On Monday, July 14, 2003 John Peacock wrote:
>John Siracusa wrote:
>> Great, but the $64K question is: do we then get parse() and parser() methods
>> in DateTime, which default to use DT::F::Simple? :)
>> 
>A while ago, when this discussion last reared its [ugly] head, I suggested that 
>the base class contain methods which would call an array of potentially more 
>expensive parsers, until one returned a value other than undef.  The default 
>install would only include the smallest, fastest parser and the user could add 
>other to the list.
>
>Thinking about it now, it would make the most sense to me to make 
>DateTime::Format be an actual class which would dispatch to the DT::F::something 
>modules.  That way, nothing needs to be added to the DateTime class itself, if 
>you never need parsing.

Some good ideas are converging here.
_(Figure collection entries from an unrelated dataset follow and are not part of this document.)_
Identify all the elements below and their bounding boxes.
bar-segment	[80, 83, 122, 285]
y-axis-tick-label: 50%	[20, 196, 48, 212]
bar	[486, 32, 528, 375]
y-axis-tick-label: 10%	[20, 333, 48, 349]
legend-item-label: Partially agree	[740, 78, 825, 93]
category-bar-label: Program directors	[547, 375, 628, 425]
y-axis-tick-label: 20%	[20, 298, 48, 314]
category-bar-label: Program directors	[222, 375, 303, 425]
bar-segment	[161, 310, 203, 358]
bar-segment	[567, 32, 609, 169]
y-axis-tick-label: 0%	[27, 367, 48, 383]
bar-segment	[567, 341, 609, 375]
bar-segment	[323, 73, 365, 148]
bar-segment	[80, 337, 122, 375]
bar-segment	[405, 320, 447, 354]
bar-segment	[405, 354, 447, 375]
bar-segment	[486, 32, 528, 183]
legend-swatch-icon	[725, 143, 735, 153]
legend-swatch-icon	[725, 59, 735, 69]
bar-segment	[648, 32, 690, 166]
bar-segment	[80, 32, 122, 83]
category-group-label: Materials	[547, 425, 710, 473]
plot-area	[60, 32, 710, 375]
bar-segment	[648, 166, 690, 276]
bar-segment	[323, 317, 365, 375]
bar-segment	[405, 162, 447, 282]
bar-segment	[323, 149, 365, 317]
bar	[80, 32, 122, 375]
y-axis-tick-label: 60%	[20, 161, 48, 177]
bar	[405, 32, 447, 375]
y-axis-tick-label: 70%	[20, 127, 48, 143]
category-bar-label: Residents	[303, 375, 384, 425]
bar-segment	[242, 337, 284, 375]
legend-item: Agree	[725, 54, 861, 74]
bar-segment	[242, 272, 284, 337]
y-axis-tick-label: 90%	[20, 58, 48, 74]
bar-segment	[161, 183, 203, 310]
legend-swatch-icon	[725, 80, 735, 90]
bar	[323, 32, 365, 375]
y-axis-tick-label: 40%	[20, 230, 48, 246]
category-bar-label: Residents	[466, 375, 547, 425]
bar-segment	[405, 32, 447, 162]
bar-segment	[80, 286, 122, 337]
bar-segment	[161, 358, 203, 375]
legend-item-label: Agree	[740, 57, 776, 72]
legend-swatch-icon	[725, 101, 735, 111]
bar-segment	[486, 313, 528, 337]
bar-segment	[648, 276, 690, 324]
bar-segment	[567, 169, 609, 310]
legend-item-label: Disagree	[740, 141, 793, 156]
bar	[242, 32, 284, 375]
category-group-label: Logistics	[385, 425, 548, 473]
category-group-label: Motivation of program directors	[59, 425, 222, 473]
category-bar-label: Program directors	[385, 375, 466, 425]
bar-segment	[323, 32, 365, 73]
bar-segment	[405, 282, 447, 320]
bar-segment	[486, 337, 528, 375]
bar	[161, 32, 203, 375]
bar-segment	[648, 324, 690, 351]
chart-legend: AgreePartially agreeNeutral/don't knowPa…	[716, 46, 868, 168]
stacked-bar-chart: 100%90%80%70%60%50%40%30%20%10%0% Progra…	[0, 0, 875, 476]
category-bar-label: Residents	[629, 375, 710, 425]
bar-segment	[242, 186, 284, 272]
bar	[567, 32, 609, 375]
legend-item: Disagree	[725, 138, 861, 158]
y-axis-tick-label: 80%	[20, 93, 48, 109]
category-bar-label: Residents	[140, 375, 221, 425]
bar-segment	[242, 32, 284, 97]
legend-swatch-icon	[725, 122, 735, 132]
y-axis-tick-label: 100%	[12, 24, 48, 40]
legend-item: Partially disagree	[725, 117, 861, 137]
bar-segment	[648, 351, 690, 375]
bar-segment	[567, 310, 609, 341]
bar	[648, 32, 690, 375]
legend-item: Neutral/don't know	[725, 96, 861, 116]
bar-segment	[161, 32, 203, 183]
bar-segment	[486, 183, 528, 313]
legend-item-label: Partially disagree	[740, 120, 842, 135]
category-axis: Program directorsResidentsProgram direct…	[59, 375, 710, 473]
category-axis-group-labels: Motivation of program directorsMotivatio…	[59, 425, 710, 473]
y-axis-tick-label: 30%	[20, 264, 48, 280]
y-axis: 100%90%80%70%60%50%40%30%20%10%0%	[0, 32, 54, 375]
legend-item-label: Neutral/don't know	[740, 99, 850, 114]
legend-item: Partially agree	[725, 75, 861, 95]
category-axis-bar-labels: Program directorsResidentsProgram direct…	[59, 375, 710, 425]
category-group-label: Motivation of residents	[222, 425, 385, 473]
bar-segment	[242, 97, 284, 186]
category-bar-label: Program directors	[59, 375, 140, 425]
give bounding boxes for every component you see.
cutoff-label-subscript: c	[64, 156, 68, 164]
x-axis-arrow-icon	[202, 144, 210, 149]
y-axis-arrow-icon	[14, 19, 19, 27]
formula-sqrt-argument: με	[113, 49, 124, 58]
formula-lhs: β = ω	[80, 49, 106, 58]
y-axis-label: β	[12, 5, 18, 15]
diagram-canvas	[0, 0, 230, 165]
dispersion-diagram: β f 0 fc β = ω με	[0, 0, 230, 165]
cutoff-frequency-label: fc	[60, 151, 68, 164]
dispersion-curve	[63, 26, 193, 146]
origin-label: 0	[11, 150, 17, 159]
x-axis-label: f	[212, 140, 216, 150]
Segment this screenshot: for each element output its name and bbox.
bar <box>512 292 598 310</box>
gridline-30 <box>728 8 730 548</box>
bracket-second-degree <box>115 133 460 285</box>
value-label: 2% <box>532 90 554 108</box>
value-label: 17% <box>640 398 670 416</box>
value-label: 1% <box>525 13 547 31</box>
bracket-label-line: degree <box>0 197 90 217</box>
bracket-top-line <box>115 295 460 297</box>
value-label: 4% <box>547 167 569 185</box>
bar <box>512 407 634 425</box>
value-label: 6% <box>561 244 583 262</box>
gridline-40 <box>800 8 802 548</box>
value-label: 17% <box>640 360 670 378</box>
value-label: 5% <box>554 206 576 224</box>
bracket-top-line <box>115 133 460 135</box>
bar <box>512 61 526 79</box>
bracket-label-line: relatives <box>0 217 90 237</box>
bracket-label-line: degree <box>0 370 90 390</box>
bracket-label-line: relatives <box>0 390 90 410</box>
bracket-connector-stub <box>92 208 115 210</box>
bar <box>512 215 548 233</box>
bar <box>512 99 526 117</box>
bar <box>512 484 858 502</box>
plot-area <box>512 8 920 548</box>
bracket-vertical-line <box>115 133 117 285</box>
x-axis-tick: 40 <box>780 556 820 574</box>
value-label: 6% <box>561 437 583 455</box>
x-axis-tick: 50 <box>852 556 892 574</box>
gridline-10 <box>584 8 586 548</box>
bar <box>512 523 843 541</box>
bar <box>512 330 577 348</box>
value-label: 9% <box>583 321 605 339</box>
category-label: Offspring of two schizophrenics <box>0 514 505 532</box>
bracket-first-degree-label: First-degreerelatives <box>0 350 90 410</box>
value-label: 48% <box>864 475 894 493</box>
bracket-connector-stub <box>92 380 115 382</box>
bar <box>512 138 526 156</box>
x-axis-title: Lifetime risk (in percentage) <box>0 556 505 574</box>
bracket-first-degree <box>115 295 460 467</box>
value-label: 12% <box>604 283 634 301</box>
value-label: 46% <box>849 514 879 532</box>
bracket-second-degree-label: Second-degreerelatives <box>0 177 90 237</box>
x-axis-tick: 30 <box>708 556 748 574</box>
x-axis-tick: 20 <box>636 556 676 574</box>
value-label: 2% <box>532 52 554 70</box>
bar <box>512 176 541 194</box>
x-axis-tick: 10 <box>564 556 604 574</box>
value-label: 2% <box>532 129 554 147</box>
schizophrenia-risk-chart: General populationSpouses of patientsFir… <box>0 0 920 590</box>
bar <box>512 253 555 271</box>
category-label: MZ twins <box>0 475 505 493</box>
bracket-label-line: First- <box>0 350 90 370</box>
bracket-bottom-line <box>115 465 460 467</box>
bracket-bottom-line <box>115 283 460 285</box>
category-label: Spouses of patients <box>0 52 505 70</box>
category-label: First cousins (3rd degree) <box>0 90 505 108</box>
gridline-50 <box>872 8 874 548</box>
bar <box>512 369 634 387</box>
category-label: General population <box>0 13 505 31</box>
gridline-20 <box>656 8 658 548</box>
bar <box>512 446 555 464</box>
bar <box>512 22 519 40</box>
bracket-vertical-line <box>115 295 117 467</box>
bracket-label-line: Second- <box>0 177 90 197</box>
Couldn't the following all be possible:

1. DT::Format as an actual class, per John S;
2. DT::Format has parse() and parser() methods;
3. DT::Format dispatches to DT::F::XXX modules, using DT::F::Simple unless the user 
has called parser().
4. DateTime also has methods parse() and parser(), per John P, which simply invoke 
DT::Format and hand off their params to DT::F's own parse() and parser() methods;
5. If the user doesn't call parse() or parser() from DT, then DT::F and DT::F::XXX are 
never invoked by DT;
6. All parsers fail (return undef) if they can't parse a string, both for good 
programming practice and to allow falling through to the next specified/available 
parser module;
7. parser() -- or parsers()? -- would let the user specify which of the available 
DT::F::XXX modules to use, and the order with which they are tried.